The human mind is an excellent pattern recognition system and it can still be fooled quite easily as in the case back in the 1990s when American Air Force pilots confused Blackhawk helicopters for Hinds and shot them down. Looking at the two helicopters, it's hard to see how they made the mistake. However, I learned how difficult it could be.

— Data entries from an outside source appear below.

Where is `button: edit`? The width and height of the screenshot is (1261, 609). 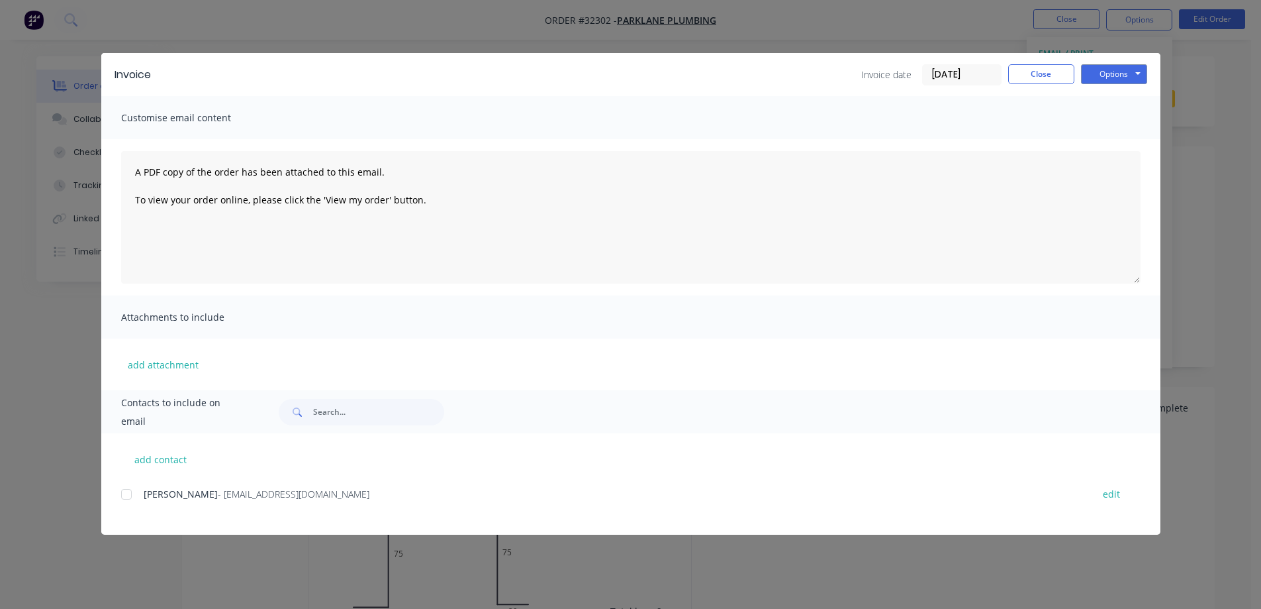
button: edit is located at coordinates (1112, 493).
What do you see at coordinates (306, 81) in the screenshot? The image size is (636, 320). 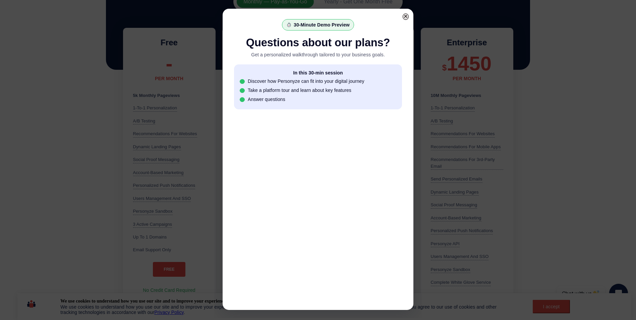 I see `div: Discover how Personyze can fit into your digital journey` at bounding box center [306, 81].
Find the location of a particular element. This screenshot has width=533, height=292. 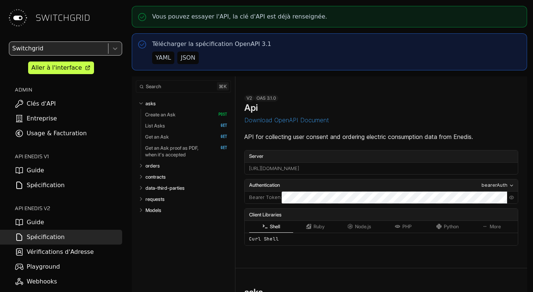

a: asks is located at coordinates (187, 103).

Back around 1986, I worked on a project called JVID (http://www.dodgamecommunity.com/modules.php?op=modload&name=News&file=article&sid=19) (Joint Visual Identification) to develop 3D training tools to teach aircraft recognition to fighter pilots. Our program used high-resolution renderings of different aircraft (heavy emphasis on helicopters) that could be rotated to examine them from different perspectives. You could put two aircraft side by side and examine them. Blackhawk helicopters sometimes carry drop tanks (http://en.wikipedia.org/wiki/Image:UH-60_dimensions.png) to extend their range (the shot down ones were carrying the tanks). When you look at a rear 3/4 view of a Blackhawk with tanks side by side with a Hind (http://en.wikipedia.org/wiki/Image:Mil_Mi-24_HIND.png), it's hard to tell the difference. Our software also included carefully generated animations of the aircraft models flying a specified flight path while the viewer simulated approaching the aircraft in typical fighter approaches. Details that seem obvious are very hard to pick out from several miles away with a closing speed of several hundred knots and against a background. A fighter pilot only has a few seconds to spot the aircraft and make the determination. It isn't easy under the best of conditions. A missile would have a much faster closing speed so the challenge would be even greater.
Delvo
13-June-2008, 03:00 AM
BTW, "stealth" includes not just tricks to make the thing hard to spot and track by radar, but also to make it hard to spot and track by other methods such as IR and visible light. It's why the two new stealth fighters (F-22 & F-35) are a dull gray instead of shiny, black, white, or with other bolder colors marking their edges as fighters have often been before, and it's why the 35 is lighter on the bottom than on the top (because the sky is lighter than the ground) and it's why the 22 is painted in camouflage-like amorphous splotches of slightly different shades of gray (so the main color region boundaries are random shapes instead of crisp edges that look like a plane's shape).
captain swoop
13-June-2008, 09:20 AM
In WW2 for the North Atlantic it was fund that white was the best colour for a ship to be at night. It's never completely dark and a dark coloured ship shows up agains the background whereas a white one blends in by reflecting the light around it. Aircraft are usualy camouflaged to be hidden from above and below, if you are fying in daylight the colours needed would be different on the upper and lower surfaces.
Larry Jacks
13-June-2008, 01:52 PM
The F-117 and B-2 incorporated IR suppression in their designs. It doesn't appear that was such a priority on the F-22 and F-35. It's hard to do much IR suppression on such powerful engines without compromising other performance factors. They may use the placement of control surfaces to block IR somewhat. It's also possible that they decided IR wasn't as important. You have to get relatively close to get an IR missile lock. If you look at IR guided missiles, few have a range more than 5 km. If you can avoid getting that close to an IR threat such as by shooting them down before they can get lock on you, then maybe you don't care about IR so much. Or, maybe there's IR suppression in the planes that isn't so obvioud.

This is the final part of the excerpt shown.